Sunday, April 12, 2009

Cutting out the Fluff

I've got a hypothesis about conversations on Twitter: the substance is exactly as good, mediocre, or lousy as conversations on the rest of the web. The difference is that it isn't wrapped in a lot of verbose stylistic additions.

Chat rooms, forums, e-mail groups, the comments sections on blogs--to varying extent these tend to suffer from the tragedy of the commons. That is, the activity takes place in a common space, which no one of the individuals involved controls. Everything written by someone else displaces something that you could have written there. Especially in forums and comments sections that lack threaded responses, one or two really motivated individuals can completely push everyone else out by writing up responses that are enormously verbose. A handful of these people can destroy the value of a blog's comment section; many a blog has done away with their comments section entirely once they've gained enough popularity to make it unmanageable.

Doug Millison once commented that Twitter was like e-mail listservs, but the 140 character limit made it better. I recently saw a striking example of this in action that drew me even closer to his point of view.

Twitter Search recently added the ability to "view conversation" when a tweet is directed at someone. Frustratingly, they don't have a way to link to these conversations yet, so I went ahead and took a screenshot of the conversation that caught my eye (zoom in and drag the image to read).

There's nothing particularly dazzling about the exchange in itself. Just another debate about politics and religion on the internet, business as usual for the most part. But boy do they get to the point right quick!

A 140 character limit will do that to you. It's not an unsurmountable constraint--if you really have more to say, you can put out multiple tweets. But it drastically increases the cost of responding in any great length. It is so much harder to posture, rant, or lecture than it is to simply state the substance of your point.

Earlier I had been impressed by the focusing power of Twitter from this Dan Gillmor post in which he quoted an exchange with someone from the New York Times. Of course, Gillmor concluded that "Twitter is probably the worst place to have a serious conversation" because "[y]ou can't do nuance in 140 characters". I honestly think that the conversation he posts is more useful than the rest of his (long) post; you can agree or disagree with the positions taken by him and the guy he's talking to, but it takes about five seconds to understand them.

I think people have greatly underestimated what you can communicate in 140 characters. And no doubt they have overestimated the "nuance" that they manage to pack into their more verbose pieces of writing.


THE PROBLEM:
For the records that follow, work out how many lines include "Github" and give only that count.

Records from a data collection:
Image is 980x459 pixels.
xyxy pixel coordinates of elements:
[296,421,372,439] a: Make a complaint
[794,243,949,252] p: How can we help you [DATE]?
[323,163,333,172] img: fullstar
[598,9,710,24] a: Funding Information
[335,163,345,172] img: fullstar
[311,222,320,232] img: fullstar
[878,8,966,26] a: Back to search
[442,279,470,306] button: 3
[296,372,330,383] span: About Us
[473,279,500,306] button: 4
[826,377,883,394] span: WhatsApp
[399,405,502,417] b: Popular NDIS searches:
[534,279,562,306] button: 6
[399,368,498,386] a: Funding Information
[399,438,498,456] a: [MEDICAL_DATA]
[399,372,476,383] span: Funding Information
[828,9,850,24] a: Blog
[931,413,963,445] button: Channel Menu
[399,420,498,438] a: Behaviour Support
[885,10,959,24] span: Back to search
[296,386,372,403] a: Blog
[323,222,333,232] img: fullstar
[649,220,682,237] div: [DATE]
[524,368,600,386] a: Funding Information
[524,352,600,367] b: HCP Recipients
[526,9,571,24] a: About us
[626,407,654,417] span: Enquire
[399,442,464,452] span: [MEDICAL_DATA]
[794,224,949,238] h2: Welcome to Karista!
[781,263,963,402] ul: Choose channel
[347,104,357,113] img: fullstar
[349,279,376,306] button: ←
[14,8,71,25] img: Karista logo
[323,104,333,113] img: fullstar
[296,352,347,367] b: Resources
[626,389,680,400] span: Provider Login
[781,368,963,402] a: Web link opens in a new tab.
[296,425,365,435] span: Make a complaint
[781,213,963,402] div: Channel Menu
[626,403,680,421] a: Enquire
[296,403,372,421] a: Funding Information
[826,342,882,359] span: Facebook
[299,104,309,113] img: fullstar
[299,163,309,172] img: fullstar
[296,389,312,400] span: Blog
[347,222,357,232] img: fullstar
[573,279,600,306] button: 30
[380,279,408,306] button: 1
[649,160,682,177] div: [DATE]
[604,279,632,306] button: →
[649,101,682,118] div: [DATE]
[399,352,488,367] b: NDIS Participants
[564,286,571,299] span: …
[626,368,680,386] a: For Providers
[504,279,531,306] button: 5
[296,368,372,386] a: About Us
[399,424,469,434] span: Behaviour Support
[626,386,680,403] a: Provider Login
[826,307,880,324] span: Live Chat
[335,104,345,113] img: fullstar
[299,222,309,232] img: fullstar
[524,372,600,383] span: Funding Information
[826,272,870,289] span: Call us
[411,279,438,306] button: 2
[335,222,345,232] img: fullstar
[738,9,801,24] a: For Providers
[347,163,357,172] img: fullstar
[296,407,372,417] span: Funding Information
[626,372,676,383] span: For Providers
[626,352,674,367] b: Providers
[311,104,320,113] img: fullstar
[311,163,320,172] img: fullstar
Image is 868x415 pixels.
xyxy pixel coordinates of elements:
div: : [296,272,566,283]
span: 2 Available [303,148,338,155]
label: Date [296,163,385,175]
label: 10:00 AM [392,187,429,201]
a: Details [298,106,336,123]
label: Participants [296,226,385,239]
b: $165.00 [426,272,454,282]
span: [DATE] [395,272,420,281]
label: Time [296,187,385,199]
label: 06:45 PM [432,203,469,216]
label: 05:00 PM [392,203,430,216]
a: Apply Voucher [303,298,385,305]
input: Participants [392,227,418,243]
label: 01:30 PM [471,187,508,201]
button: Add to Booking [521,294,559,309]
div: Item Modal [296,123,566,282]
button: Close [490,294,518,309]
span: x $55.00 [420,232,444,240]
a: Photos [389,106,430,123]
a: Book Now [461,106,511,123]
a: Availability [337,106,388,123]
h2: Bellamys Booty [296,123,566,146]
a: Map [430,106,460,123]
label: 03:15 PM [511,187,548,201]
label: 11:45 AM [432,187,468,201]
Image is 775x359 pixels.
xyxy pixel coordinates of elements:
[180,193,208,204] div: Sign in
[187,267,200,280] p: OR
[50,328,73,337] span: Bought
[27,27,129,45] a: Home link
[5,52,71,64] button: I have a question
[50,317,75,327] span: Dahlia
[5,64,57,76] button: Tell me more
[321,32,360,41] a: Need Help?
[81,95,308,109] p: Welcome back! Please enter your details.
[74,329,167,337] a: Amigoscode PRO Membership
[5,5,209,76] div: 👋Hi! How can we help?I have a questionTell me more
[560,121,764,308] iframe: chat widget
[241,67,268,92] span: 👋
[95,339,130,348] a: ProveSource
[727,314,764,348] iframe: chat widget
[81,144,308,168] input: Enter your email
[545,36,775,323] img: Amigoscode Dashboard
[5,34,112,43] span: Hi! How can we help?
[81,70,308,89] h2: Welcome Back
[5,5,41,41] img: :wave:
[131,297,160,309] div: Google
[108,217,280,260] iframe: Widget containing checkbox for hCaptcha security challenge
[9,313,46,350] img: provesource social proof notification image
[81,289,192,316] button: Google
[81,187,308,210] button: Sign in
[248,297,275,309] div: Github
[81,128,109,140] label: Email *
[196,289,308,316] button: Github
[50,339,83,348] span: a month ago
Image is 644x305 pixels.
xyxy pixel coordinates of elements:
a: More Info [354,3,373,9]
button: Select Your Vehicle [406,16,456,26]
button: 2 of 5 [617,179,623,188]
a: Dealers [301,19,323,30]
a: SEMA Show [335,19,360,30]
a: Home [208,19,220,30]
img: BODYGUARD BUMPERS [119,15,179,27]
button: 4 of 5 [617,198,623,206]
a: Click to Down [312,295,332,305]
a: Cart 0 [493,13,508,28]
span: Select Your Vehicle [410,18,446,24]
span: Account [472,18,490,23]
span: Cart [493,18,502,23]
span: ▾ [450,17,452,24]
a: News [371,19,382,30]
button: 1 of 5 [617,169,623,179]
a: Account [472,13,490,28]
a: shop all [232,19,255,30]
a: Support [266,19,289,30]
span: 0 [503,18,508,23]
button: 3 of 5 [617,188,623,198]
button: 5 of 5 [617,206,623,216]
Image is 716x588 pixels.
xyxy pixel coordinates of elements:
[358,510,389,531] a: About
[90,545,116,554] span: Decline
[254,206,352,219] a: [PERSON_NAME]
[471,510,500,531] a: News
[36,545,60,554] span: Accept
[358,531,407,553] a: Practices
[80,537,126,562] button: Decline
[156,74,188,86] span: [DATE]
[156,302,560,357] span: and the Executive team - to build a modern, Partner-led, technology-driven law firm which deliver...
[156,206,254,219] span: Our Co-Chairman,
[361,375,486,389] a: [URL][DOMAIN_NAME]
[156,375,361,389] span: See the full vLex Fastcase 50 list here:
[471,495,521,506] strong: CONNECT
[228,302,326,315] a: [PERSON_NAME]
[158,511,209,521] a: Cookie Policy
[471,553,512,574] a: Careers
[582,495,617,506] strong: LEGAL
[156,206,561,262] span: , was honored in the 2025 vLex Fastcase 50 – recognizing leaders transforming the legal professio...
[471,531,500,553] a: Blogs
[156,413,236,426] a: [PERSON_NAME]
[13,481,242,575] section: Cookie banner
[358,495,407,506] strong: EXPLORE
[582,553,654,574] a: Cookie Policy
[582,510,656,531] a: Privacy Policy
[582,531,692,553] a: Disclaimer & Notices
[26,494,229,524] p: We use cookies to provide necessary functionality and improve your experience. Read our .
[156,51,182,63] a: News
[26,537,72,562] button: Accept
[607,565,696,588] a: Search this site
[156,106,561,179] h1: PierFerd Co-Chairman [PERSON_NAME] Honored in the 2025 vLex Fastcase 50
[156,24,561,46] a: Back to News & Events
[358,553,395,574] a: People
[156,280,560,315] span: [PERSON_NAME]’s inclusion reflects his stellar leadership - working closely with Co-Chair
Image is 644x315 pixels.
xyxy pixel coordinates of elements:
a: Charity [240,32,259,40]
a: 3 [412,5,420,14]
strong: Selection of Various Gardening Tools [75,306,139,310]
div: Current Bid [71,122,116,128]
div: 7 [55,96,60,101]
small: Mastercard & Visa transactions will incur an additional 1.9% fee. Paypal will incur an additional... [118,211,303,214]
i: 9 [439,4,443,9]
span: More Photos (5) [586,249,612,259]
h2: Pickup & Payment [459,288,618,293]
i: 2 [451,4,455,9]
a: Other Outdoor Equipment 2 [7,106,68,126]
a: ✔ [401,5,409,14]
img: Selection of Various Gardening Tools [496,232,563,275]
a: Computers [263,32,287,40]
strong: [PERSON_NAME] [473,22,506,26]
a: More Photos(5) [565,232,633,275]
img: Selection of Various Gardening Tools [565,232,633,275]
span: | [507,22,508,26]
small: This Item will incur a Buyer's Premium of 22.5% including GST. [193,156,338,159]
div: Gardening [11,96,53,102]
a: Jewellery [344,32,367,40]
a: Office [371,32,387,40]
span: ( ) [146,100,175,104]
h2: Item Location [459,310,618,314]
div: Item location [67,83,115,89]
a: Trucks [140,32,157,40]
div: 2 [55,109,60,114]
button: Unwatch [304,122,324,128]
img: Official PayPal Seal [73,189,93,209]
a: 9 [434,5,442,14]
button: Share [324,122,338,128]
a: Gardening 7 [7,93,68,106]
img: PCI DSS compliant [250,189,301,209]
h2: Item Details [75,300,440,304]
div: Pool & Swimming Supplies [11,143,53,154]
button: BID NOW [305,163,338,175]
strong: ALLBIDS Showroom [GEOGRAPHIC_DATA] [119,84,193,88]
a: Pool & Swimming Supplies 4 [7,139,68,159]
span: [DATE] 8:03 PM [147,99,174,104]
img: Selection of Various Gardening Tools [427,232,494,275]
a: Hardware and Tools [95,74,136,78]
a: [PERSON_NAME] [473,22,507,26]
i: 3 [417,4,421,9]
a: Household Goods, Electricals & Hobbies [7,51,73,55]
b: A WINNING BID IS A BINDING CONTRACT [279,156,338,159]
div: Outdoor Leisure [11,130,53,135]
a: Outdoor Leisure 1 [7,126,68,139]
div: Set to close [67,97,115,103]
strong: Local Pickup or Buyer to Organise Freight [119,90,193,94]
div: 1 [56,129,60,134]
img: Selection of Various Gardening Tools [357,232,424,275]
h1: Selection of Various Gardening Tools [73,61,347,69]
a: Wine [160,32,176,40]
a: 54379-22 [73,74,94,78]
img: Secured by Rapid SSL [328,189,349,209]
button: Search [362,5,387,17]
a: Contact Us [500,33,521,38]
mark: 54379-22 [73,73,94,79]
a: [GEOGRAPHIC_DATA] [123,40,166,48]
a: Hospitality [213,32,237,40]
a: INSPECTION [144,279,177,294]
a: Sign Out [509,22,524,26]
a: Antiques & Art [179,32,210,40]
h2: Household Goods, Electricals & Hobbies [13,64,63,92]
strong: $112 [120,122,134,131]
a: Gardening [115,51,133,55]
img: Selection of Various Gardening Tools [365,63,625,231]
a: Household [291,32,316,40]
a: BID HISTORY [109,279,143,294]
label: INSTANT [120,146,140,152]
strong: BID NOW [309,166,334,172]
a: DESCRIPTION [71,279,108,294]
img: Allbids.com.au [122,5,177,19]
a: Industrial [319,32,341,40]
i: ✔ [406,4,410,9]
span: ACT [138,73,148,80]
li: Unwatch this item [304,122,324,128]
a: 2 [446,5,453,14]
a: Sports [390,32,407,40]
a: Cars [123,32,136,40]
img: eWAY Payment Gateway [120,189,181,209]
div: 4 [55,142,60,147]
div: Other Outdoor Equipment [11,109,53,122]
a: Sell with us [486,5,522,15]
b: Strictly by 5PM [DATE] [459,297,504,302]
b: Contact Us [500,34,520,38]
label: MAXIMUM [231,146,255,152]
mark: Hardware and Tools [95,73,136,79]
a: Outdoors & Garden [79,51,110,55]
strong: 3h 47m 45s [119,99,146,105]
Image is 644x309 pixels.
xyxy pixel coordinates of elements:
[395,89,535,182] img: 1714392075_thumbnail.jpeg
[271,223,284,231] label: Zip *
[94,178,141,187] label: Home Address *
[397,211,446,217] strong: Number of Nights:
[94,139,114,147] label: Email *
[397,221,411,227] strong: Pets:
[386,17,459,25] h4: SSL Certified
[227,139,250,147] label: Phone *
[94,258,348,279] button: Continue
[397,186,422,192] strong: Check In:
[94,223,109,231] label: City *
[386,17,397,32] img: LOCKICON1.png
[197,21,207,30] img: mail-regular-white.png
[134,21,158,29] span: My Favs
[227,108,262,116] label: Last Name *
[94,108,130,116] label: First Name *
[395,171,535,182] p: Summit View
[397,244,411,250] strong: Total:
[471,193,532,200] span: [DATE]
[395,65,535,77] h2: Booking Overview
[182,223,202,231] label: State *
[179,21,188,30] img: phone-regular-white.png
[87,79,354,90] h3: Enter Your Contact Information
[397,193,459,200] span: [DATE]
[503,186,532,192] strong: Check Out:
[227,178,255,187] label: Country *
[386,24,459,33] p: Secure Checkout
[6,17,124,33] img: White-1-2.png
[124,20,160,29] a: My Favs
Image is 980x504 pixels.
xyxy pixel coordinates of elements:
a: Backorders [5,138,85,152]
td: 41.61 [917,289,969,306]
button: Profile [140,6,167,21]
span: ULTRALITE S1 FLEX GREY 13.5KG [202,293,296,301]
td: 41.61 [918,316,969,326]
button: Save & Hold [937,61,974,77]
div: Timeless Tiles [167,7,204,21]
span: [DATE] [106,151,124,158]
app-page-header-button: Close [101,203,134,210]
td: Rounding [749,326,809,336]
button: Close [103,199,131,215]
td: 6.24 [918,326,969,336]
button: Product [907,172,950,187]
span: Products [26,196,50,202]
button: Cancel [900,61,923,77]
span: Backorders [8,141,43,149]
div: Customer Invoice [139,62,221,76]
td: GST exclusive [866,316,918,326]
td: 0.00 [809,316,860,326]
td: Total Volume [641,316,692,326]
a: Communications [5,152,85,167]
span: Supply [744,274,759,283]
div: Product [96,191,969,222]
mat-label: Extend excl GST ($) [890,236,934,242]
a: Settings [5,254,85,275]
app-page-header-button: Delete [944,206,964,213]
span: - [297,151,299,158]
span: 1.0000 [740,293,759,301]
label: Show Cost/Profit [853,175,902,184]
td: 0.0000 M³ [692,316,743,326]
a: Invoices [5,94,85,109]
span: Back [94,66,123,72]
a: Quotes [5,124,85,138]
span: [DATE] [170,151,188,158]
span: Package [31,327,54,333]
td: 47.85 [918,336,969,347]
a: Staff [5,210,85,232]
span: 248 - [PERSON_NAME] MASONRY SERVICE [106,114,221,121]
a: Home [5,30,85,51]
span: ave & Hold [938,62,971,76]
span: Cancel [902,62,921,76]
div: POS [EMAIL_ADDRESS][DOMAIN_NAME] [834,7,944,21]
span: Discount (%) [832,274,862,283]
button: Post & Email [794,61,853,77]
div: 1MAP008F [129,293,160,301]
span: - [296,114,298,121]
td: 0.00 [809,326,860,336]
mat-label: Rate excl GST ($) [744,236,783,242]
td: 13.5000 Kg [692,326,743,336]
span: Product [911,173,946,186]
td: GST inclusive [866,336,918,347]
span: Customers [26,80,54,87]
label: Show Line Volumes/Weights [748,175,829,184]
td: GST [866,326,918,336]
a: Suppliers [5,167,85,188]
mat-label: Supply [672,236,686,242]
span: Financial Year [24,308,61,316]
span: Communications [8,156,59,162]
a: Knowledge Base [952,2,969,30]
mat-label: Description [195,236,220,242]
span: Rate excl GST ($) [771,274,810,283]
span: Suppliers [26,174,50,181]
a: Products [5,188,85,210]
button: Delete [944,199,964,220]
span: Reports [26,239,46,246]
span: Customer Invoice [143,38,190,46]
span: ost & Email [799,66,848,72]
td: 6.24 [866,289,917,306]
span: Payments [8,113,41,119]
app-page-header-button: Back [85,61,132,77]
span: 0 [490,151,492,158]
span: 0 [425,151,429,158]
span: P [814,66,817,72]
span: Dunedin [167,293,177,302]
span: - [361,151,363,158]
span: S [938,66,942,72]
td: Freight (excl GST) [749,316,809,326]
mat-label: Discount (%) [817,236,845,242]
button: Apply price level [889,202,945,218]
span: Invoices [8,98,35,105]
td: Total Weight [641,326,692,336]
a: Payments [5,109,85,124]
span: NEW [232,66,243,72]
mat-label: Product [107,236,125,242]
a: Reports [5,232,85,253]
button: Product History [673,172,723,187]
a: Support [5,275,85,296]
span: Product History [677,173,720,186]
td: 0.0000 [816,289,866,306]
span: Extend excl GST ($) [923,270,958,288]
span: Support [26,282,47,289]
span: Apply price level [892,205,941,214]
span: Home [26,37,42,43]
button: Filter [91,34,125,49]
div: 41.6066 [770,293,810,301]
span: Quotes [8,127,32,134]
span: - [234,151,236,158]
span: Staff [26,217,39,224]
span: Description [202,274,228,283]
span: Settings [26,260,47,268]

ANSWER BELOW:
2